> **Work request**:
The line containing "You are a GUI" marks the end: copy exactly every line from the start of the records below up to and including it, leaving out pictures.
Segment Start: Records to use
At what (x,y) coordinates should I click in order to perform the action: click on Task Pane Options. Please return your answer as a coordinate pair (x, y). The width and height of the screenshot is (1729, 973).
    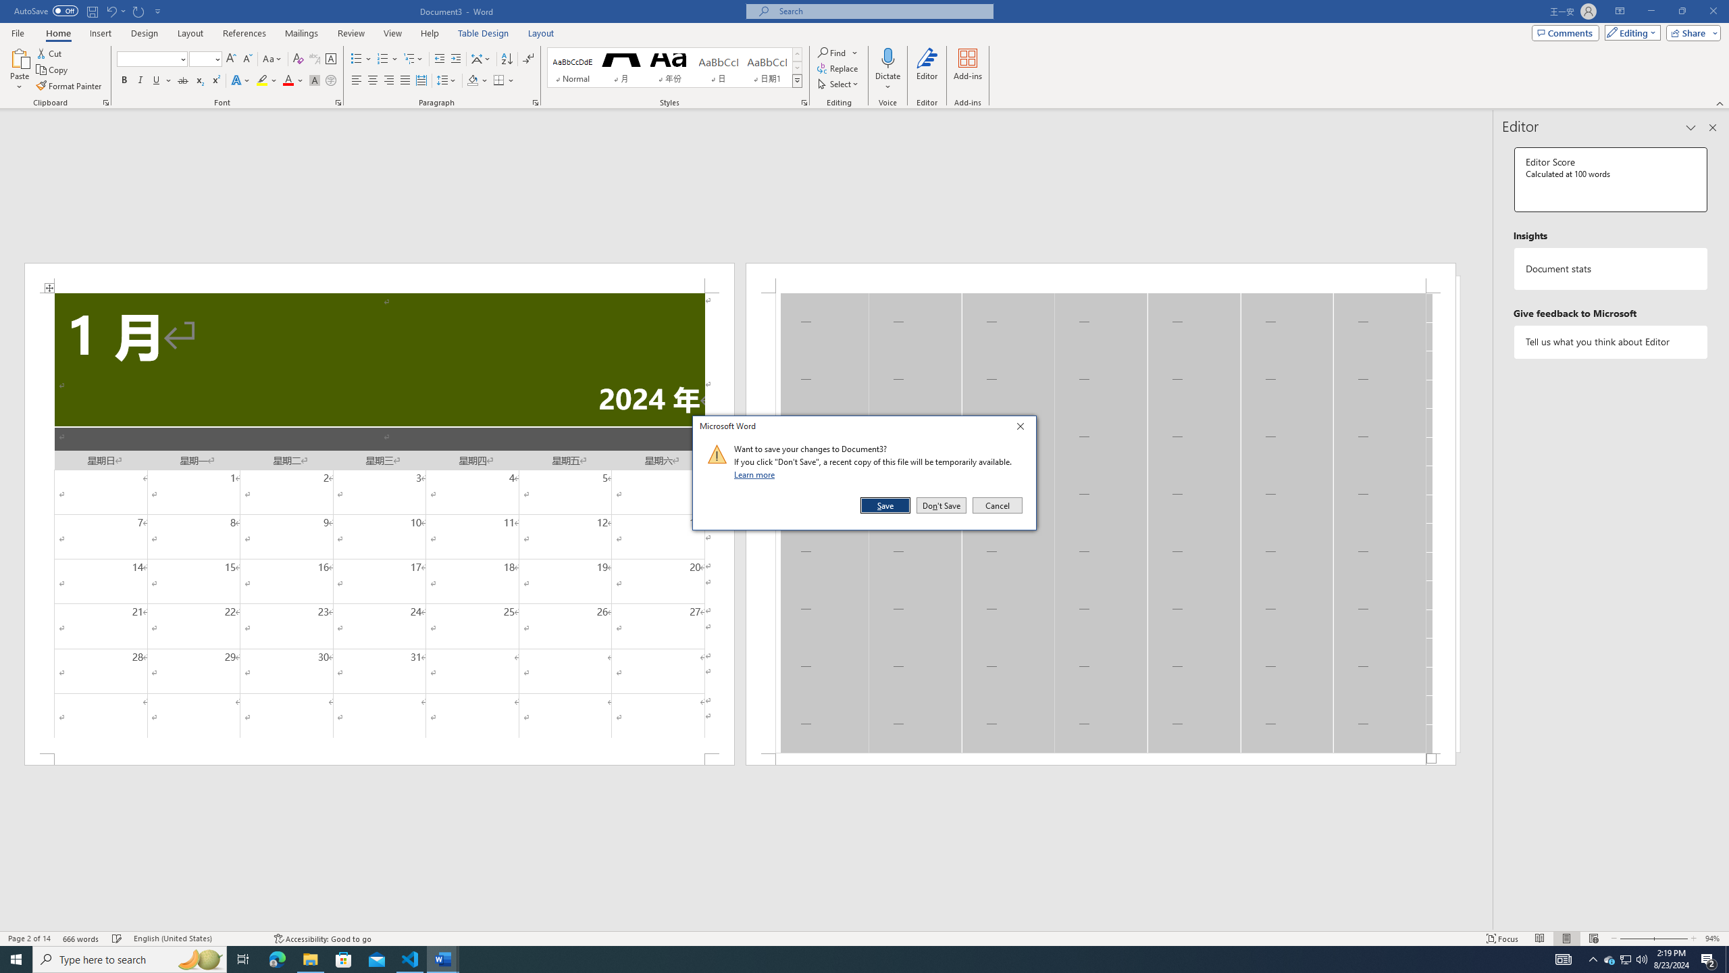
    Looking at the image, I should click on (1635, 938).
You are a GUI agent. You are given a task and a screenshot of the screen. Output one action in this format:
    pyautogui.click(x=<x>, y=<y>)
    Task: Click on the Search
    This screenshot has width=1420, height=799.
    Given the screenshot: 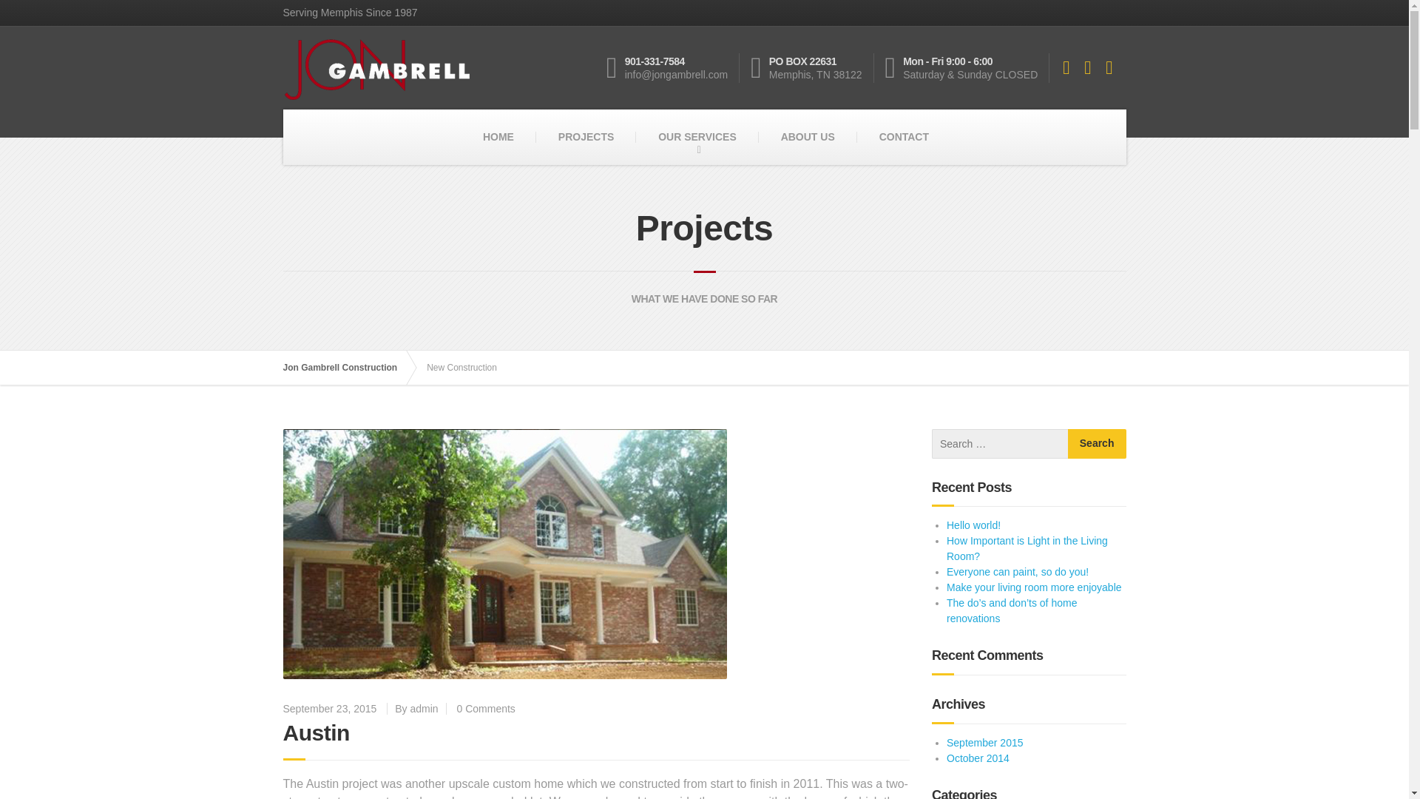 What is the action you would take?
    pyautogui.click(x=904, y=136)
    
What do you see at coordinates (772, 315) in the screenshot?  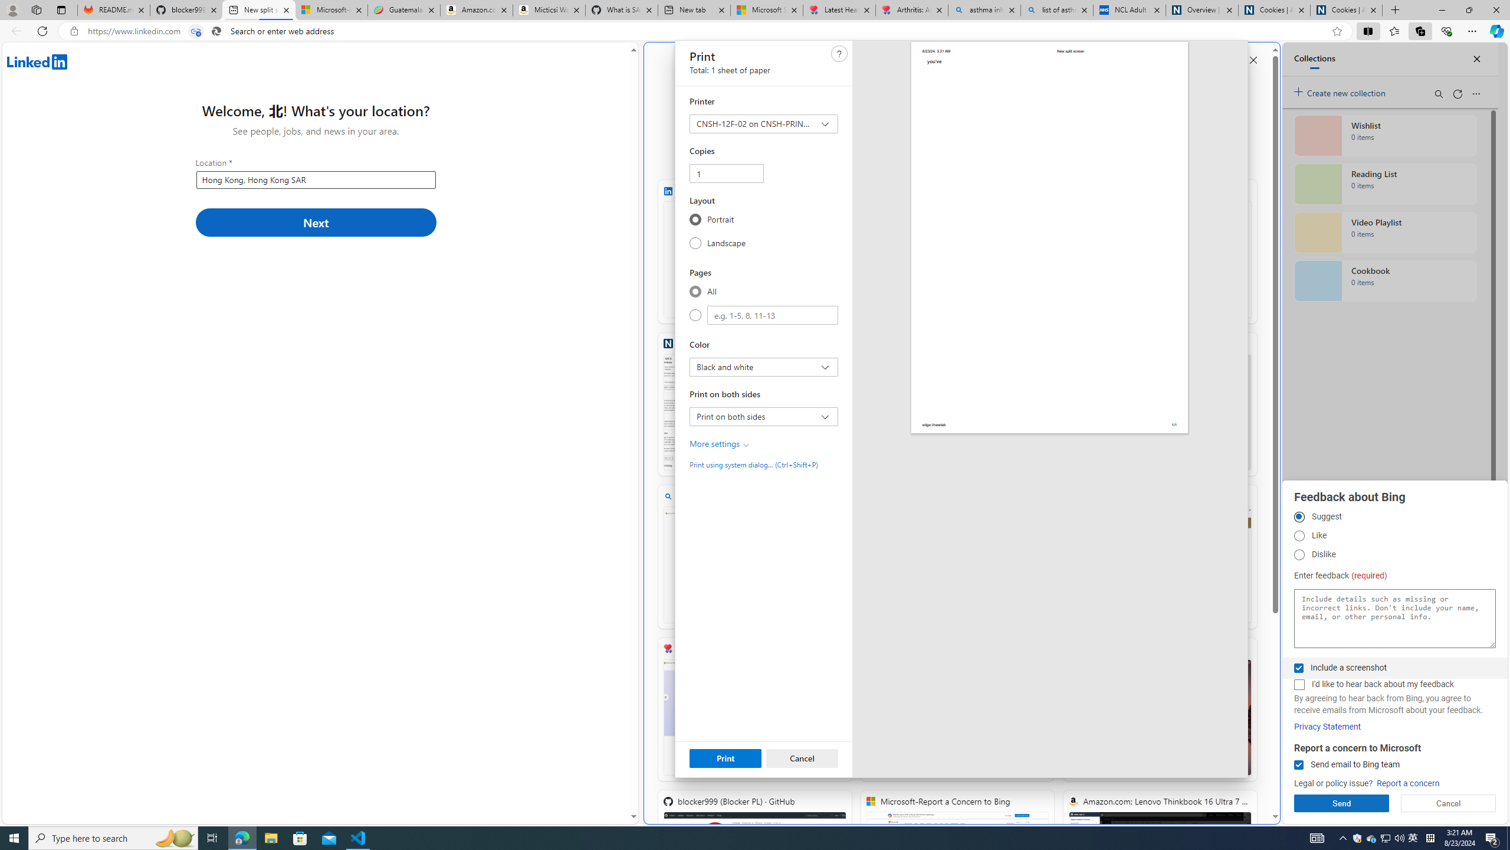 I see `Custom` at bounding box center [772, 315].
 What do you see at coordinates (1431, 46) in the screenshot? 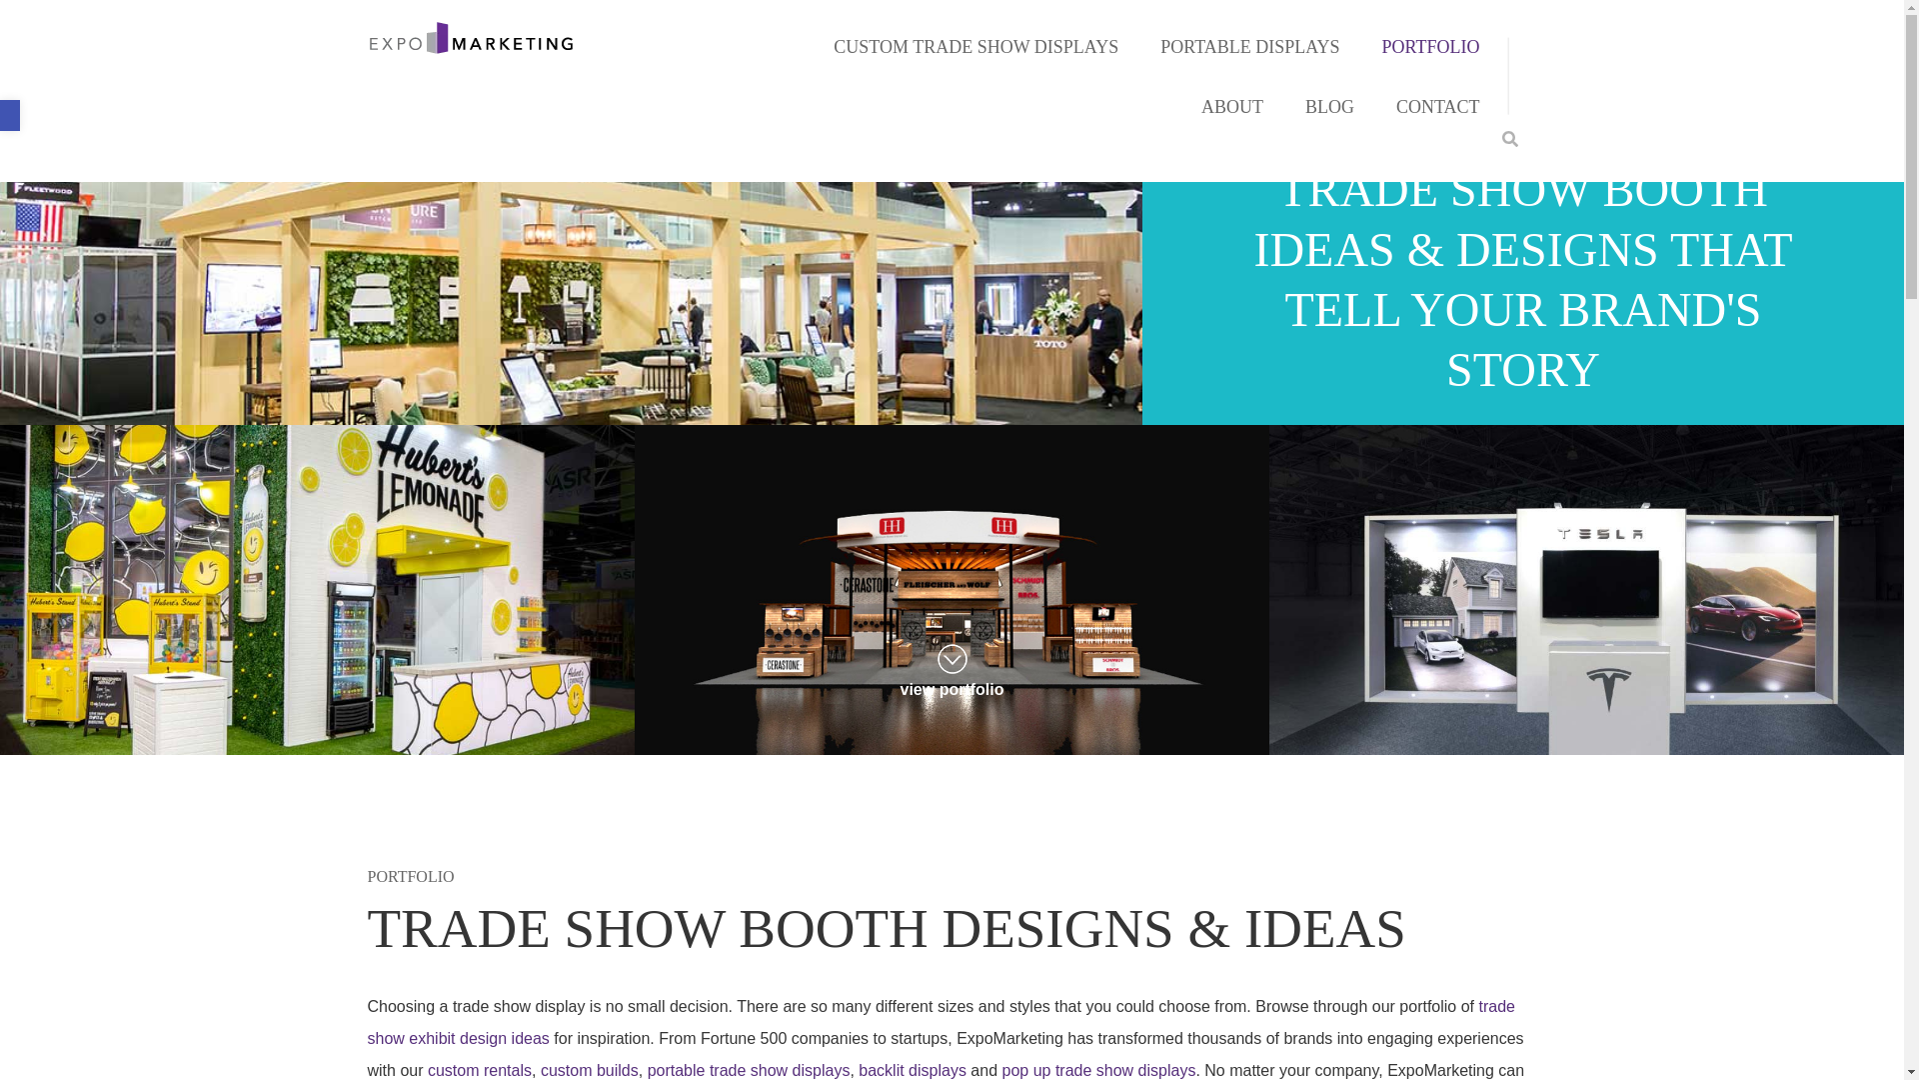
I see `PORTFOLIO` at bounding box center [1431, 46].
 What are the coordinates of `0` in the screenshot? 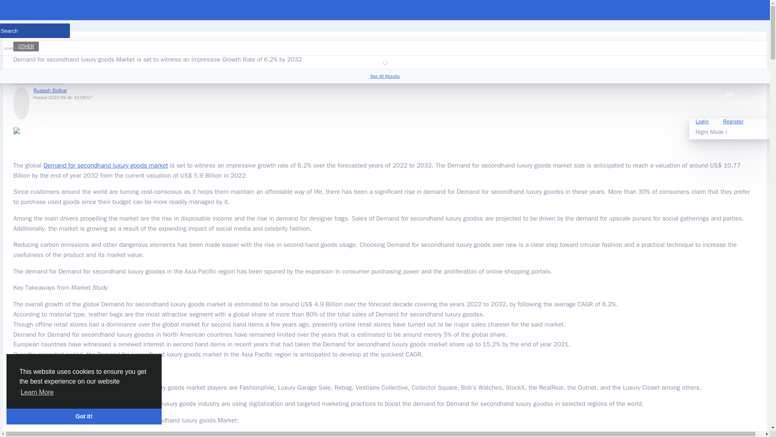 It's located at (24, 78).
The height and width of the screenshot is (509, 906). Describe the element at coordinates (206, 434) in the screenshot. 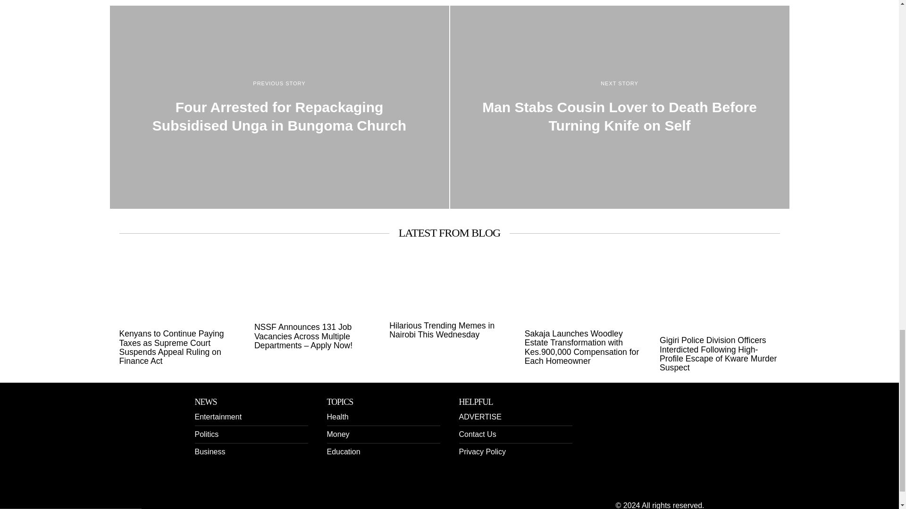

I see `Politics` at that location.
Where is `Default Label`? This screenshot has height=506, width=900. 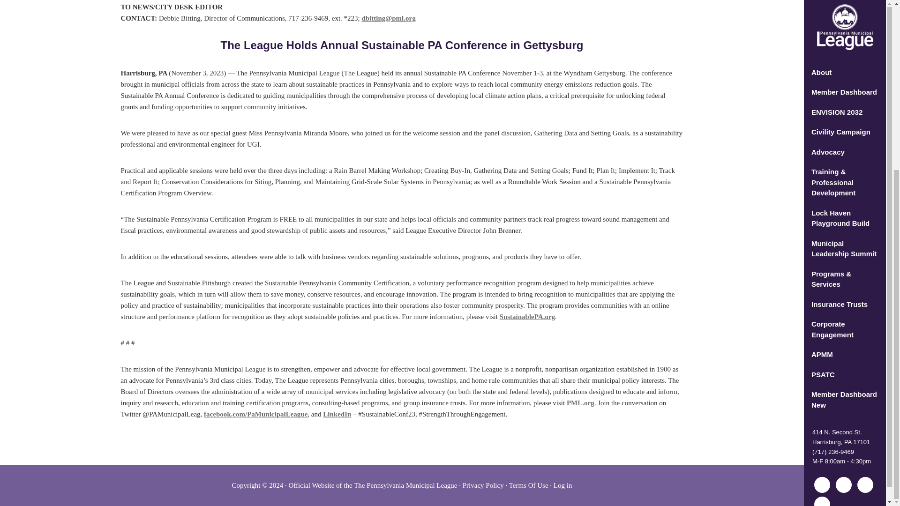 Default Label is located at coordinates (822, 233).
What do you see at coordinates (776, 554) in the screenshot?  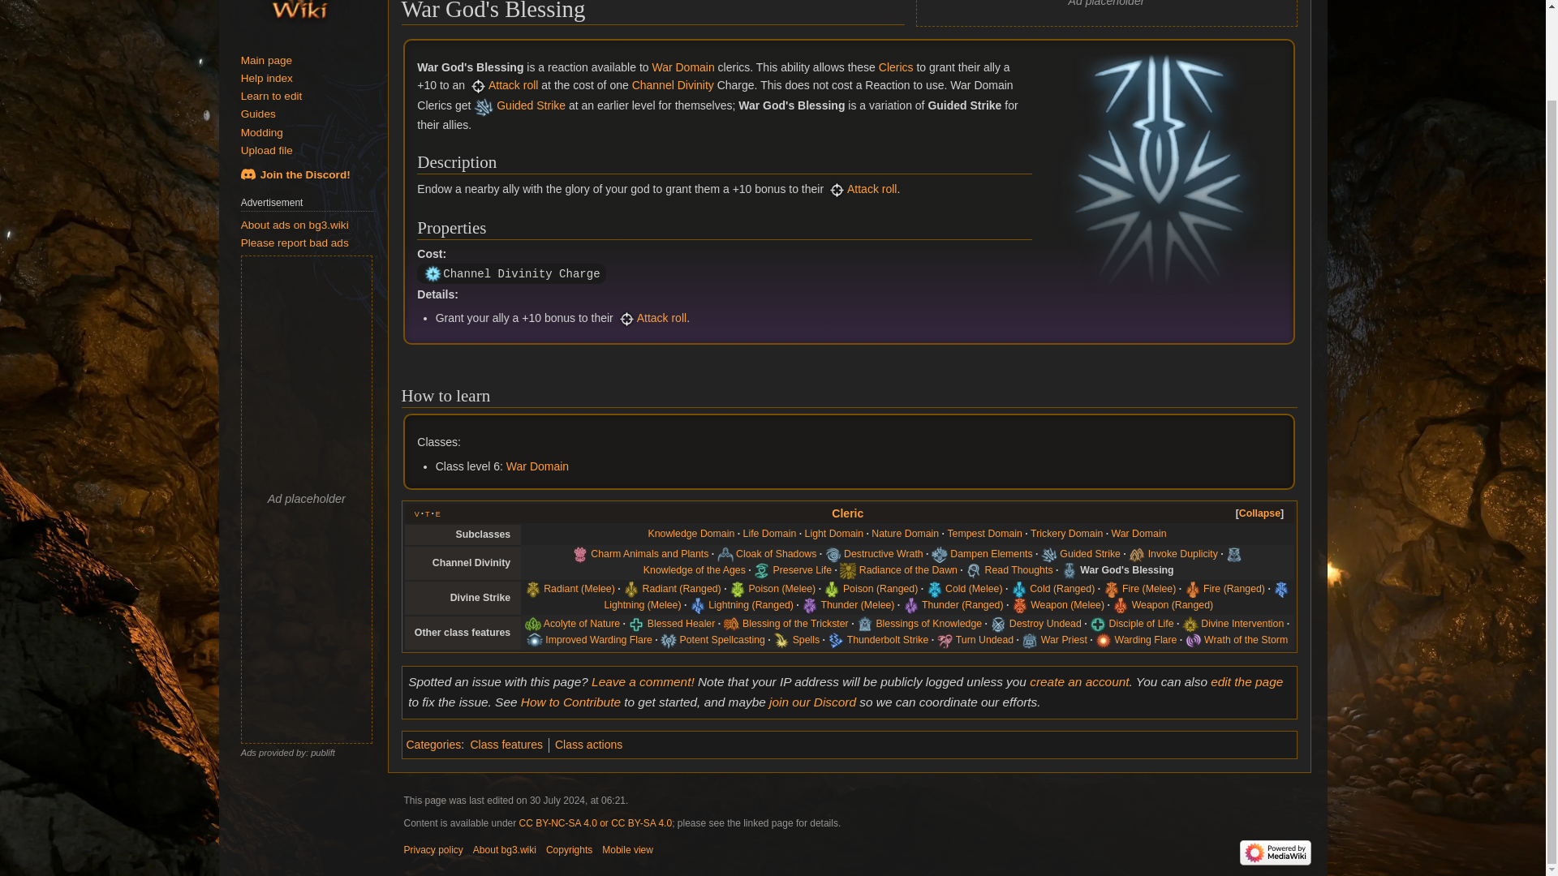 I see `Cloak of Shadows` at bounding box center [776, 554].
Segment End: Records to use
> **Worked solution**:
At what (x,y) coordinates should I click in order to perform the action: click on Task Pane Options. Please return your answer as a coordinate pair (x, y). The width and height of the screenshot is (1729, 973).
    Looking at the image, I should click on (1635, 938).
You are a GUI agent. You are given a task and a screenshot of the screen. Output one action in this format:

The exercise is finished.